● Input material:
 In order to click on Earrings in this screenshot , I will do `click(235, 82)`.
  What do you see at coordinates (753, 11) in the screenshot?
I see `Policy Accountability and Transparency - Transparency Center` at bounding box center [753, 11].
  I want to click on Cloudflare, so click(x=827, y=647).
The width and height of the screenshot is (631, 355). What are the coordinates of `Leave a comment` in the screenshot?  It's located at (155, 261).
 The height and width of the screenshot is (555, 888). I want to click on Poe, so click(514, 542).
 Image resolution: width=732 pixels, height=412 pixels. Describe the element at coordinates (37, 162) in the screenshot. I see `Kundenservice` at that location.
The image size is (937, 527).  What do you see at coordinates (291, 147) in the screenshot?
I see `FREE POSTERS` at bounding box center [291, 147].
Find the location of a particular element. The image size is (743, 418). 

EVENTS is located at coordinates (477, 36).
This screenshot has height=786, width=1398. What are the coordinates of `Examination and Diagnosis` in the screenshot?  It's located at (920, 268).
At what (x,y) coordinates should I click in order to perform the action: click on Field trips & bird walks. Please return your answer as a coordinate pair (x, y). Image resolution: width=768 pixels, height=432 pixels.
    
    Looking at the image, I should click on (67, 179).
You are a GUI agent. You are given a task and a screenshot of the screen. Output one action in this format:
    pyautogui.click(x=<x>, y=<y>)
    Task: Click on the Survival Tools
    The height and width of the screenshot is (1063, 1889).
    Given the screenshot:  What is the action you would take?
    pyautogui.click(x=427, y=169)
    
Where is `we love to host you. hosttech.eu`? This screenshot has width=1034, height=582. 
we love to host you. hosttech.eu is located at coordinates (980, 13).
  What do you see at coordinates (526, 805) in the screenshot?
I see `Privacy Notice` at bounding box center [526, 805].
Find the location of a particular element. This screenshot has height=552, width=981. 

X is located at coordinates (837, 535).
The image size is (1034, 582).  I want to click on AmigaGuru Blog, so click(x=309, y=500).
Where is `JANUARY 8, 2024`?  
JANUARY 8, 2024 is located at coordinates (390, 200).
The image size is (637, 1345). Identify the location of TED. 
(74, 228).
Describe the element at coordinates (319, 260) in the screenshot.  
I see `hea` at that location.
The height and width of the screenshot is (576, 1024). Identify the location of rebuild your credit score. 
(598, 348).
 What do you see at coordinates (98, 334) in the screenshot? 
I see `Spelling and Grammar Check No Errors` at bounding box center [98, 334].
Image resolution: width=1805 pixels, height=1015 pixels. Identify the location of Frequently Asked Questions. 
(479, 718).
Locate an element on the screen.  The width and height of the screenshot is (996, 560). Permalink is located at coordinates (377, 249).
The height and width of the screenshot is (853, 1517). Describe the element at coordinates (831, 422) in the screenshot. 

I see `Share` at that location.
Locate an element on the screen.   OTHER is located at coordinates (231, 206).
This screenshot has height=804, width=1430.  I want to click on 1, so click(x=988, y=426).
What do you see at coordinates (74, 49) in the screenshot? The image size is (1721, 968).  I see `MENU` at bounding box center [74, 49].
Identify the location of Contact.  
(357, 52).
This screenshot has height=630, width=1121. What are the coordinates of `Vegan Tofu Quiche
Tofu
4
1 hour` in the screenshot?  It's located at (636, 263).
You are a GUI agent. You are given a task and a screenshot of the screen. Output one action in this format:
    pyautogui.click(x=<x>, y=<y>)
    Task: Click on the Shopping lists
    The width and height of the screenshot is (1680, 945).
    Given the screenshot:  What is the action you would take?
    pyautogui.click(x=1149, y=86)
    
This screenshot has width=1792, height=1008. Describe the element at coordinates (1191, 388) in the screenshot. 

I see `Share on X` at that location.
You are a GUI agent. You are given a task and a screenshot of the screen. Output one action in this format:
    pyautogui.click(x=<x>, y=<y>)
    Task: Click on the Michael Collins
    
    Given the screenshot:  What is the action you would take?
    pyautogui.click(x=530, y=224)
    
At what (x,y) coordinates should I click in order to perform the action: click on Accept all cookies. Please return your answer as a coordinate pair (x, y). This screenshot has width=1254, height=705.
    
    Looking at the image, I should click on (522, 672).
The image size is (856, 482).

● Your goal: Print the data again exactly.

● Result below:
 In order to click on Earrings in this screenshot , I will do `click(235, 82)`.
  What do you see at coordinates (753, 11) in the screenshot?
I see `Policy Accountability and Transparency - Transparency Center` at bounding box center [753, 11].
  I want to click on Cloudflare, so click(x=827, y=647).
The width and height of the screenshot is (631, 355). What are the coordinates of `Leave a comment` in the screenshot?  It's located at (155, 261).
 The height and width of the screenshot is (555, 888). I want to click on Poe, so click(514, 542).
 Image resolution: width=732 pixels, height=412 pixels. Describe the element at coordinates (37, 162) in the screenshot. I see `Kundenservice` at that location.
The image size is (937, 527).  What do you see at coordinates (291, 147) in the screenshot?
I see `FREE POSTERS` at bounding box center [291, 147].
Find the location of a particular element. The image size is (743, 418). 

EVENTS is located at coordinates (477, 36).
This screenshot has height=786, width=1398. What are the coordinates of `Examination and Diagnosis` in the screenshot?  It's located at (920, 268).
At what (x,y) coordinates should I click in order to perform the action: click on Field trips & bird walks. Please return your answer as a coordinate pair (x, y). Image resolution: width=768 pixels, height=432 pixels.
    
    Looking at the image, I should click on (67, 179).
You are a GUI agent. You are given a task and a screenshot of the screen. Output one action in this format:
    pyautogui.click(x=<x>, y=<y>)
    Task: Click on the Survival Tools
    The height and width of the screenshot is (1063, 1889).
    Given the screenshot:  What is the action you would take?
    pyautogui.click(x=427, y=169)
    
Where is `we love to host you. hosttech.eu`? This screenshot has width=1034, height=582. 
we love to host you. hosttech.eu is located at coordinates (980, 13).
  What do you see at coordinates (526, 805) in the screenshot?
I see `Privacy Notice` at bounding box center [526, 805].
Find the location of a particular element. This screenshot has height=552, width=981. 

X is located at coordinates (837, 535).
The image size is (1034, 582).  I want to click on AmigaGuru Blog, so click(x=309, y=500).
Where is `JANUARY 8, 2024`?  
JANUARY 8, 2024 is located at coordinates (390, 200).
The image size is (637, 1345). Identify the location of TED. 
(74, 228).
Describe the element at coordinates (319, 260) in the screenshot.  
I see `hea` at that location.
The height and width of the screenshot is (576, 1024). Identify the location of rebuild your credit score. 
(598, 348).
 What do you see at coordinates (98, 334) in the screenshot? 
I see `Spelling and Grammar Check No Errors` at bounding box center [98, 334].
Image resolution: width=1805 pixels, height=1015 pixels. Identify the location of Frequently Asked Questions. 
(479, 718).
Locate an element on the screen.  The width and height of the screenshot is (996, 560). Permalink is located at coordinates (377, 249).
The height and width of the screenshot is (853, 1517). Describe the element at coordinates (831, 422) in the screenshot. 

I see `Share` at that location.
Locate an element on the screen.   OTHER is located at coordinates (231, 206).
This screenshot has height=804, width=1430.  I want to click on 1, so click(x=988, y=426).
What do you see at coordinates (74, 49) in the screenshot? The image size is (1721, 968).  I see `MENU` at bounding box center [74, 49].
Identify the location of Contact.  
(357, 52).
This screenshot has height=630, width=1121. What are the coordinates of `Vegan Tofu Quiche
Tofu
4
1 hour` in the screenshot?  It's located at (636, 263).
You are a GUI agent. You are given a task and a screenshot of the screen. Output one action in this format:
    pyautogui.click(x=<x>, y=<y>)
    Task: Click on the Shopping lists
    The width and height of the screenshot is (1680, 945).
    Given the screenshot:  What is the action you would take?
    pyautogui.click(x=1149, y=86)
    
This screenshot has width=1792, height=1008. Describe the element at coordinates (1191, 388) in the screenshot. 

I see `Share on X` at that location.
You are a GUI agent. You are given a task and a screenshot of the screen. Output one action in this format:
    pyautogui.click(x=<x>, y=<y>)
    Task: Click on the Michael Collins
    
    Given the screenshot:  What is the action you would take?
    pyautogui.click(x=530, y=224)
    
At what (x,y) coordinates should I click in order to perform the action: click on Accept all cookies. Please return your answer as a coordinate pair (x, y). This screenshot has width=1254, height=705.
    
    Looking at the image, I should click on (522, 672).
The image size is (856, 482).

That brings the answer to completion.